As part of its examination, the Fed is looking at institutions’ own stress-testing to see why they came up with different results. Officials projected a $32.3bn loss at JPMorgan in the hypothetical scenario compared with the bank’s own projection of a loss of just $200m.Lets just face it, if one person says something is worth 10 cents and another says its worth $1.5 million there clearly is something suspect.
Opinion 1: Now if we put in perspective the particular intelligence that thinks JPM could lose $32.3 billion of its $250 billionish in reserve capital happens to be one that missed the housing bubble, does not understand just how badly they have destroyed the economy and markets with QE and has gotten nearly every financial projection wrong for the last 20 years…that could be interesting. Now, this particular intelligence is usually underestimating anything that it does not like and over estimating anything that its fond of…and they think JPM can lose $32.3 billion?
Logic would have it that a second opinion might be necessary, therefore, we turn to the intelligence with the greatest knowledge of derivatives, modelling and financial engineering that there is.
Opinion 2: They project a maximum loss of $200 million of reserve capital. HMMMMM. Might this particular organization be doing an optimistic self assessment? If you guessed “Yes” you would be correct.

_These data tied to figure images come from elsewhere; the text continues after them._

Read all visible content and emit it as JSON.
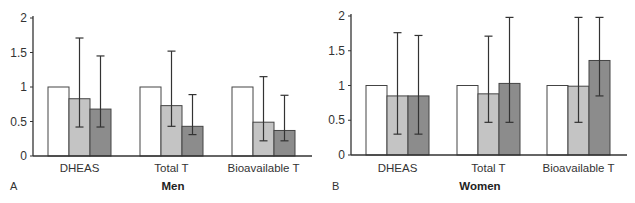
{
  "chart_data": [
    {
      "type": "bar",
      "panel": "A",
      "title": "Men",
      "xlabel": "",
      "ylabel": "",
      "ylim": [
        0,
        2
      ],
      "yticks": [
        "0",
        "0.5",
        "1",
        "1.5",
        "2"
      ],
      "categories": [
        "DHEAS",
        "Total T",
        "Bioavailable T"
      ],
      "legend": "none",
      "grid": false,
      "series": [
        {
          "name": "series-1",
          "color": "#ffffff",
          "values": [
            1.0,
            1.0,
            1.0
          ],
          "err_low": [
            null,
            null,
            null
          ],
          "err_high": [
            null,
            null,
            null
          ]
        },
        {
          "name": "series-2",
          "color": "#c4c4c4",
          "values": [
            0.83,
            0.73,
            0.49
          ],
          "err_low": [
            0.42,
            0.43,
            0.22
          ],
          "err_high": [
            1.71,
            1.52,
            1.15
          ]
        },
        {
          "name": "series-3",
          "color": "#8c8c8c",
          "values": [
            0.68,
            0.43,
            0.37
          ],
          "err_low": [
            0.42,
            0.31,
            0.22
          ],
          "err_high": [
            1.45,
            0.89,
            0.88
          ]
        }
      ]
    },
    {
      "type": "bar",
      "panel": "B",
      "title": "Women",
      "xlabel": "",
      "ylabel": "",
      "ylim": [
        0,
        2
      ],
      "yticks": [
        "0",
        "0.5",
        "1",
        "1.5",
        "2"
      ],
      "categories": [
        "DHEAS",
        "Total T",
        "Bioavailable T"
      ],
      "legend": "none",
      "grid": false,
      "series": [
        {
          "name": "series-1",
          "color": "#ffffff",
          "values": [
            1.0,
            1.0,
            1.0
          ],
          "err_low": [
            null,
            null,
            null
          ],
          "err_high": [
            null,
            null,
            null
          ]
        },
        {
          "name": "series-2",
          "color": "#c4c4c4",
          "values": [
            0.85,
            0.88,
            0.99
          ],
          "err_low": [
            0.3,
            0.47,
            0.47
          ],
          "err_high": [
            1.76,
            1.71,
            1.98
          ]
        },
        {
          "name": "series-3",
          "color": "#8c8c8c",
          "values": [
            0.85,
            1.03,
            1.36
          ],
          "err_low": [
            0.3,
            0.47,
            0.85
          ],
          "err_high": [
            1.72,
            1.98,
            1.98
          ]
        }
      ]
    }
  ]
}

They are…but their models for VAR varied by 10’s of billions in losses versus imaginary profits and when implemented the head of CIO failed to do a simple regression analysis to see how the new modelling looked as per the last 10 years of historical trading that they had actually done…they did not even look back 1 year. This company estimated losses at 1 billion, then 2 billion then 3 billion then waited and suggested they would double again in the London Whale saga... yet this company thinks they will only lose $200 million in the self assessment of their stress readiness.
THIS IS NOT GOOD.
The opinions above are lousy and both done by self interested parties, the FED for opinion 1 and JPM for opinion 2. If the Fed thinks JPM could lose $32 billion we should increase that estimate to at least $120 billion. This, however, would decimate the reserves that JPM needs to support the demand deposits by its customers…of which there are 2.7 trillion.
So, clearly they would not have sufficient funds to handle withdrawals, moreover, there is no way they have sufficient funds NOW in my view. Right now, if every customer at JPM were to demand their deposit, they might get 12 cents on the dollar based on their simple reserves to deposits…however, given the above demonstration of inability, we need to take into account all the rotten assets, bad assumptions, bad calculations, bad models and bad securities that they hold but do not reflect. Additionally, we need to take into account the $79 trillion of derivatives that JPM would need to unwind. The process of unwinding those securities would likely ellicit losses in the trillions from spread alone - which would, therefore, award its valued customers with ZERO cents on the dollar above the FDIC guarantee…which would likely be paid out over many years.
Cyprus is here already. It is in the US. Ben BURNanke does not even attempt to deny this but rather to obfuscate…and its living in the biggest and supposedly “Too Big To Fail-est” institutions which clearly have very troubling analysis and mathematics deficiencies. The question is simply “When?”
More importanbtly, however, where’s the "best modelling award" panel…they should be generously offering awards to all these institutions any minute now.